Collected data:
==========

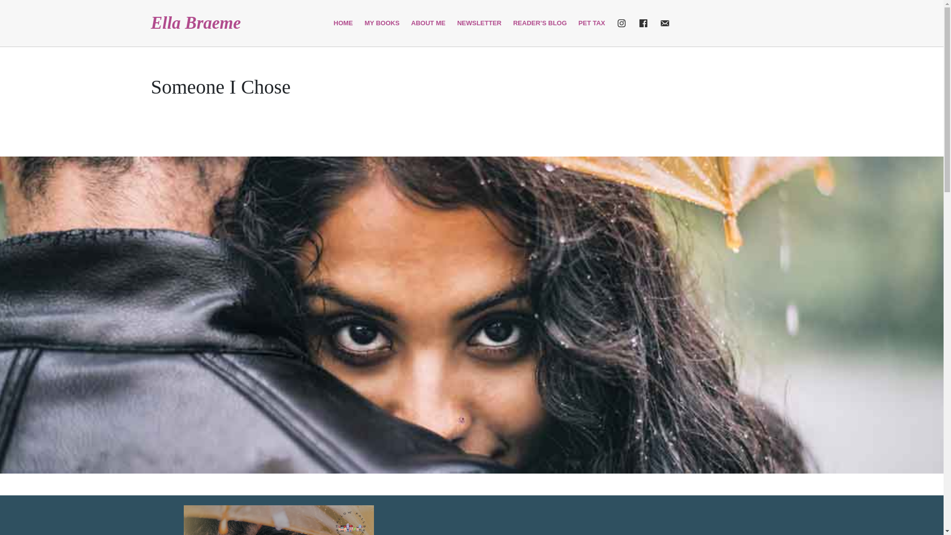 The height and width of the screenshot is (535, 951). I want to click on ABOUT ME, so click(428, 23).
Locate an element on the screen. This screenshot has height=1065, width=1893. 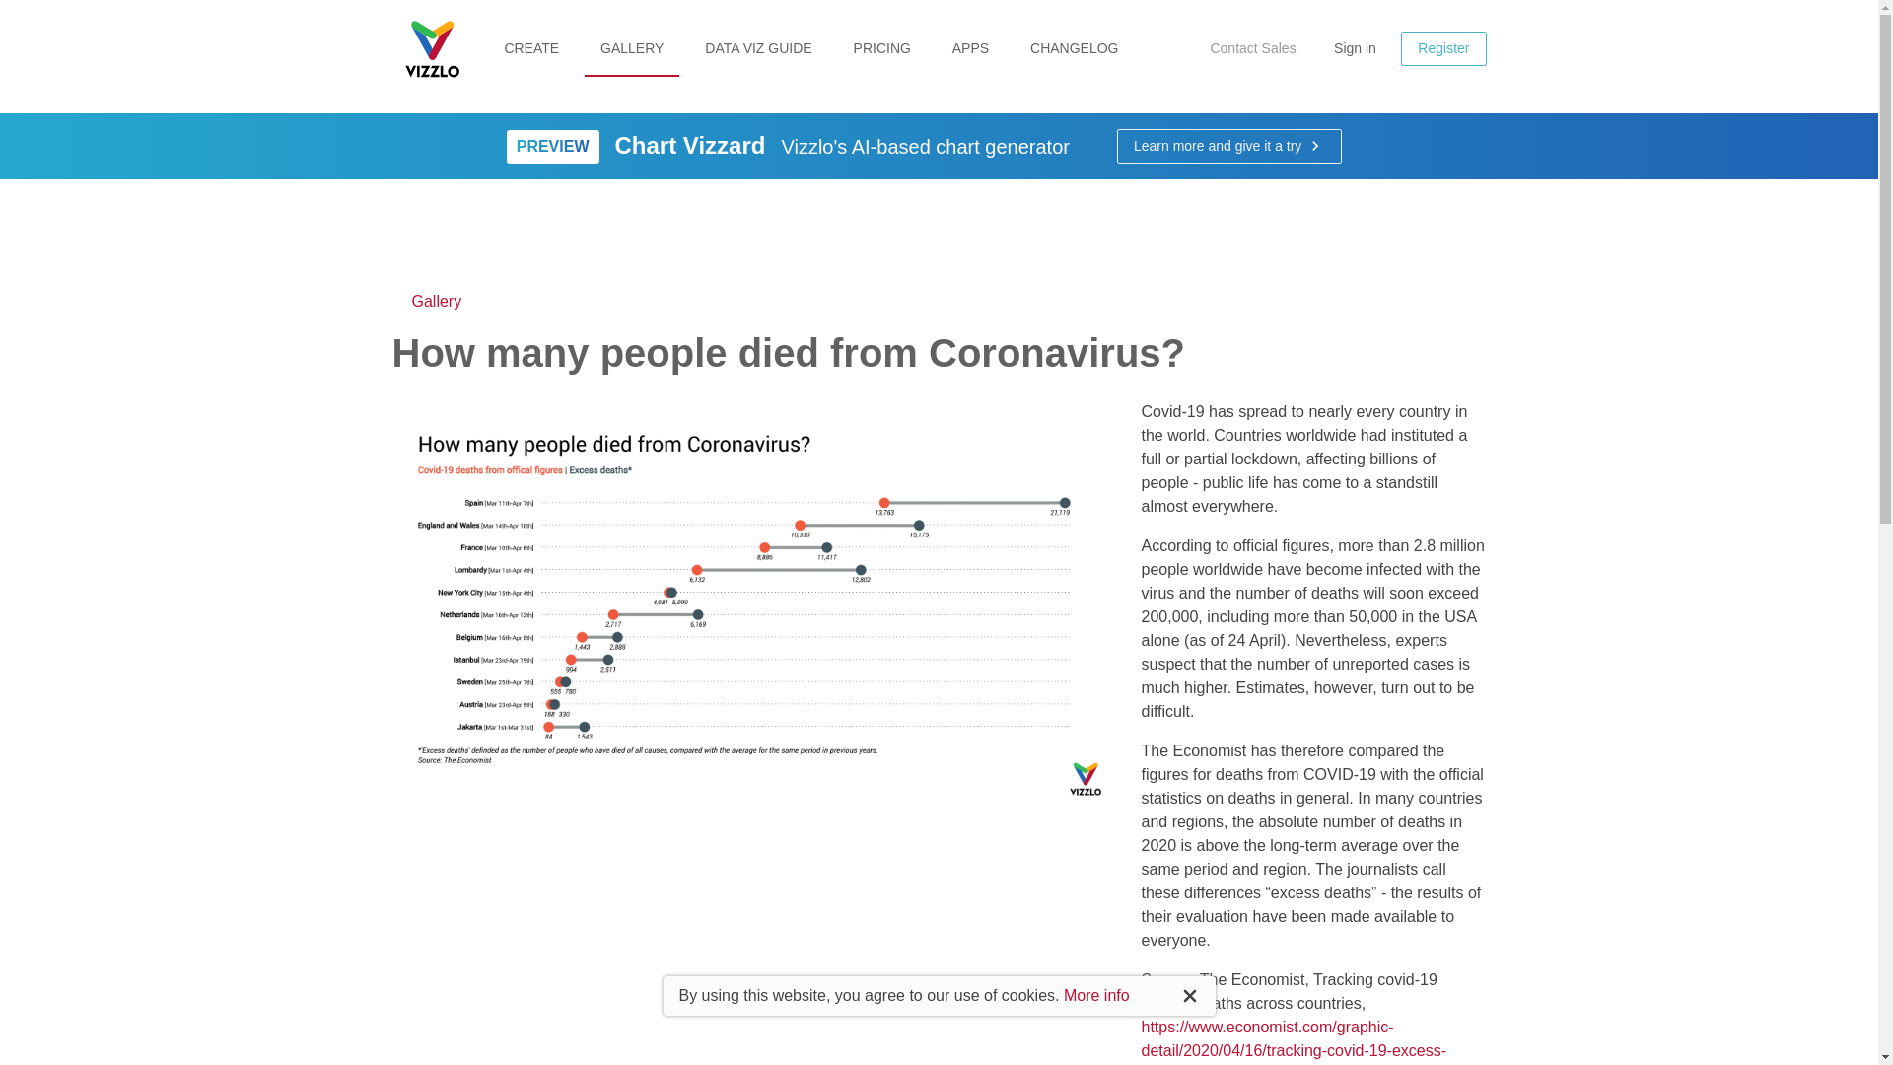
CHANGELOG is located at coordinates (1075, 49).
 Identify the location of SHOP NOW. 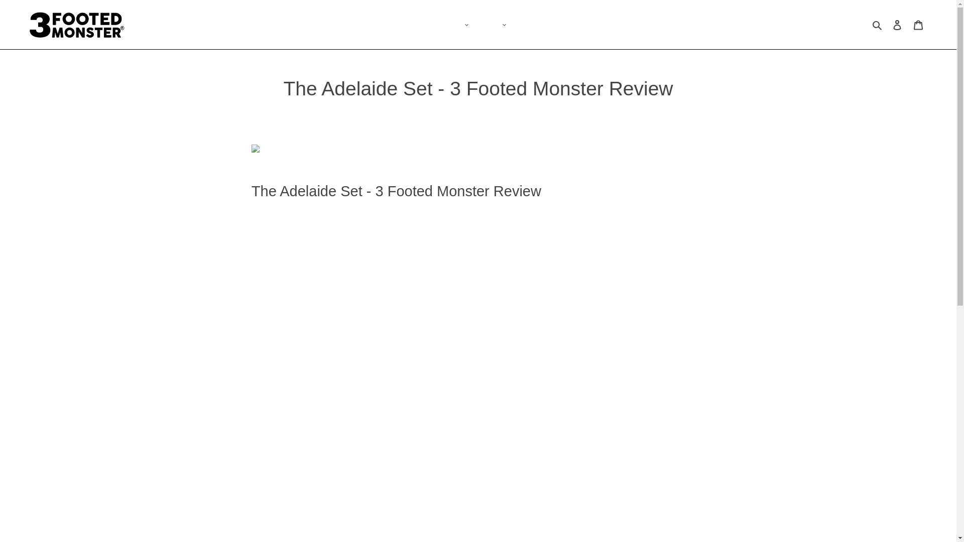
(465, 24).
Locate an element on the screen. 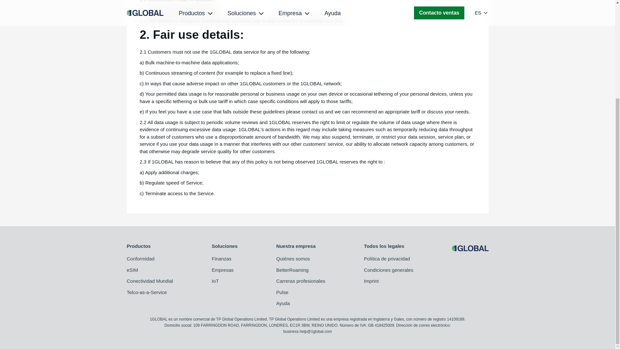 This screenshot has height=349, width=620. Ayuda is located at coordinates (301, 303).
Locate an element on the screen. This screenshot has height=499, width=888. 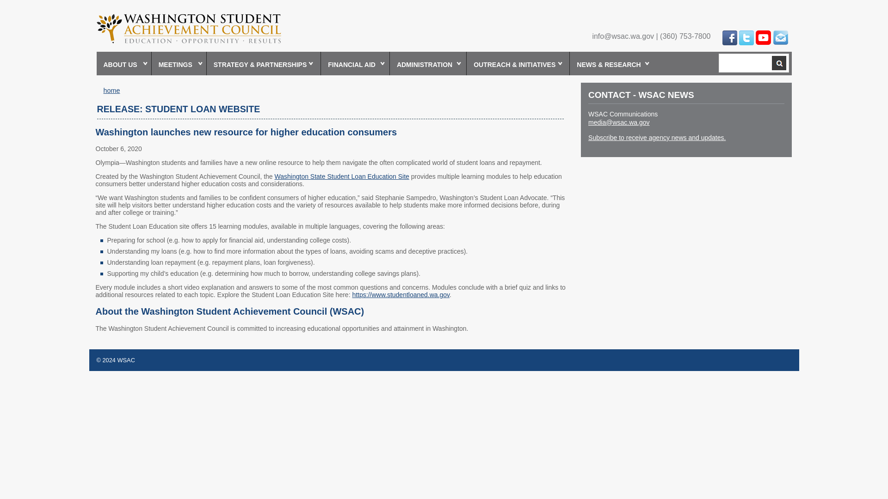
Enter the terms you wish to search for. is located at coordinates (745, 63).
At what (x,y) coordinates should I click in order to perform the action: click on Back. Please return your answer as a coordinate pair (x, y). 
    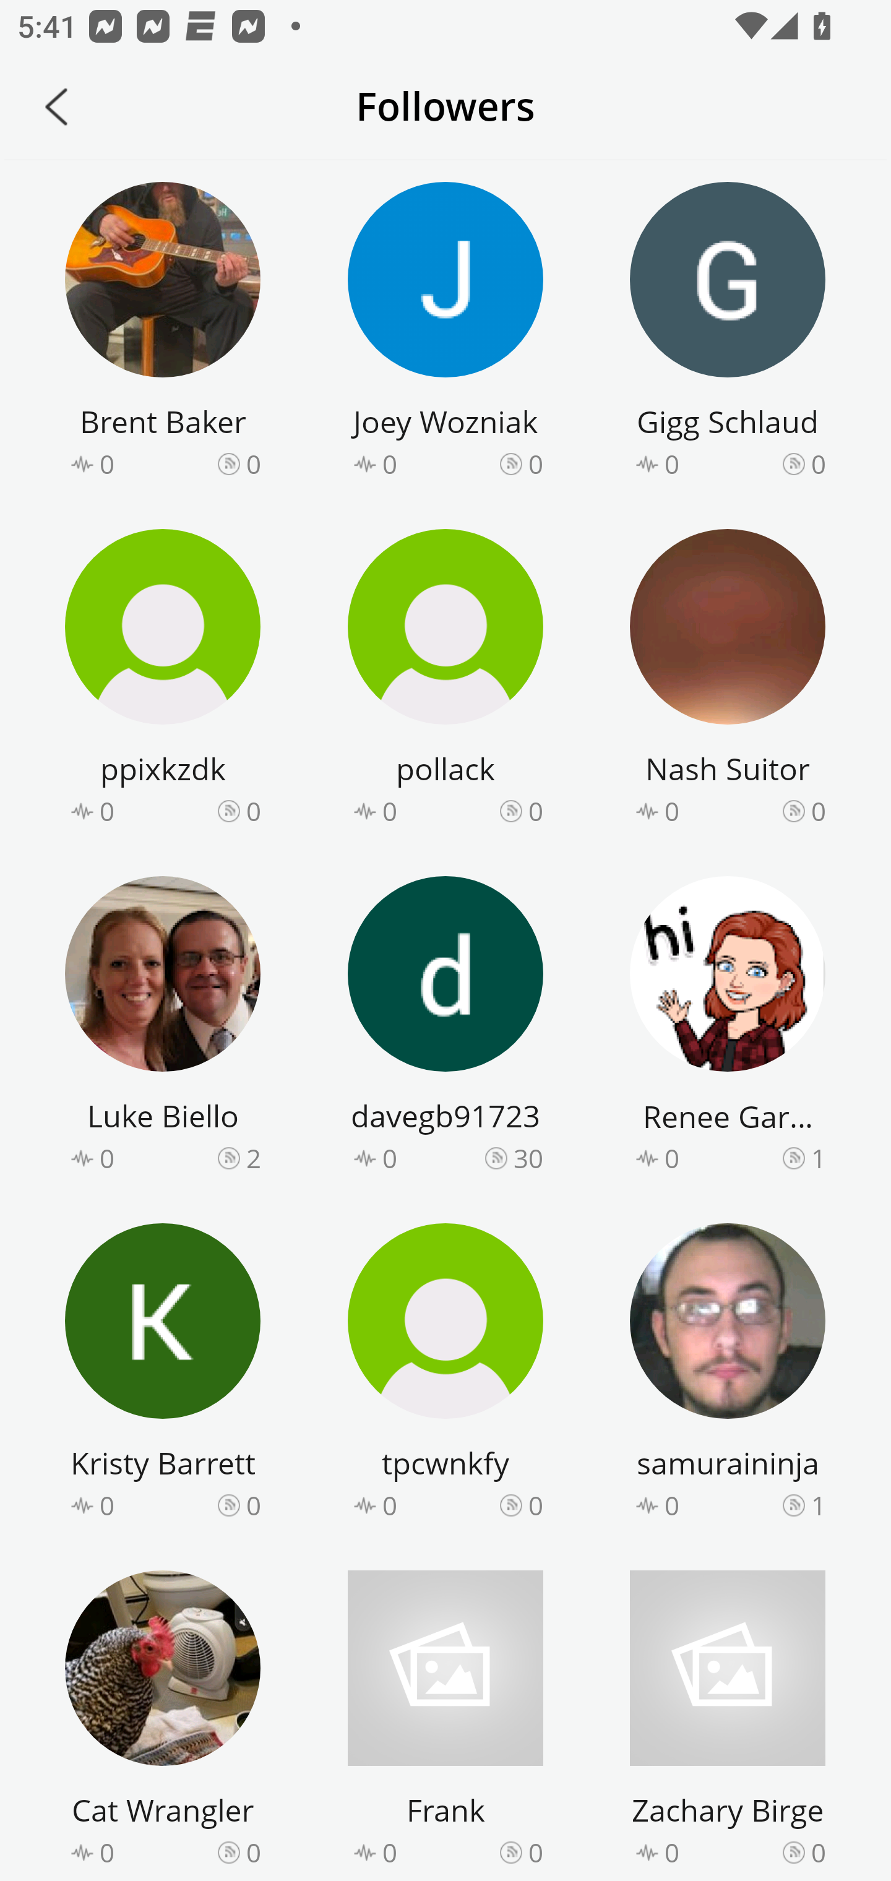
    Looking at the image, I should click on (56, 107).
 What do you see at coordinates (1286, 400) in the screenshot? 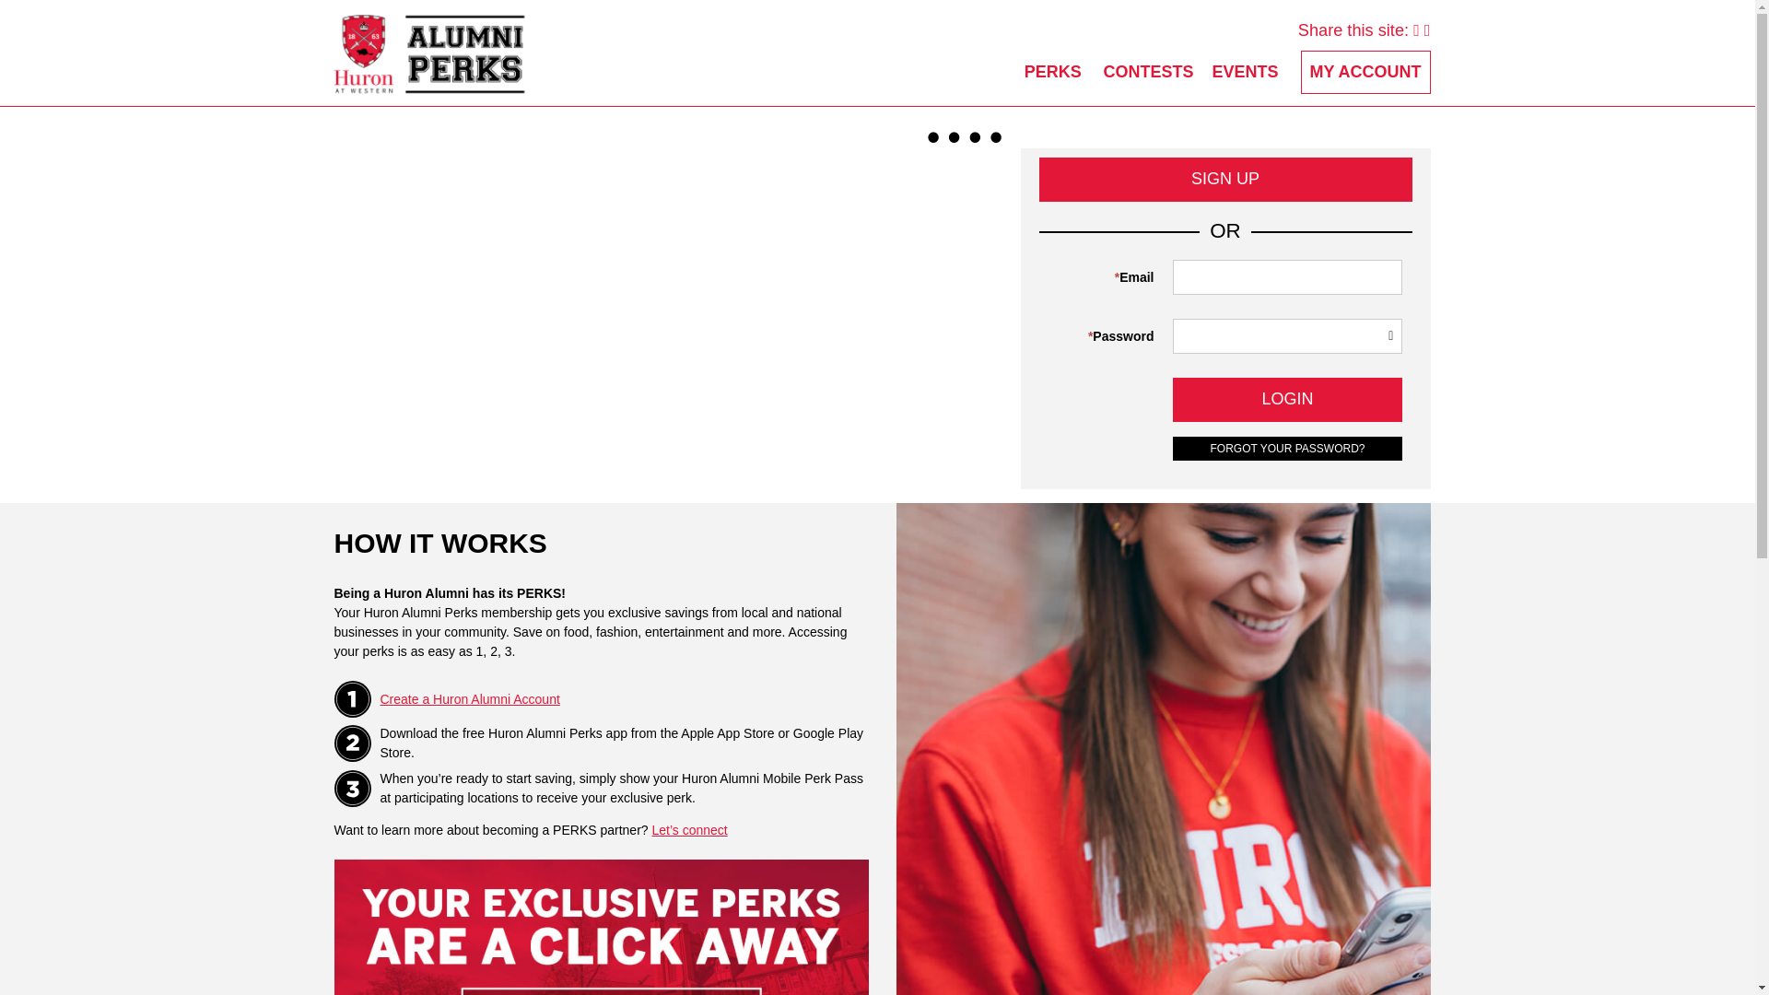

==========

_Task instructions_
An exact copy of the lines from the one with "At what (x,y)" through the end of the records: produce that and nothing more, leaving out the pictures.

_Exercise solution_
At what (x,y) coordinates should I click in order to perform the action: click on Back. Please return your answer as a coordinate pair (x, y). 
    Looking at the image, I should click on (56, 107).
 What do you see at coordinates (1286, 400) in the screenshot? 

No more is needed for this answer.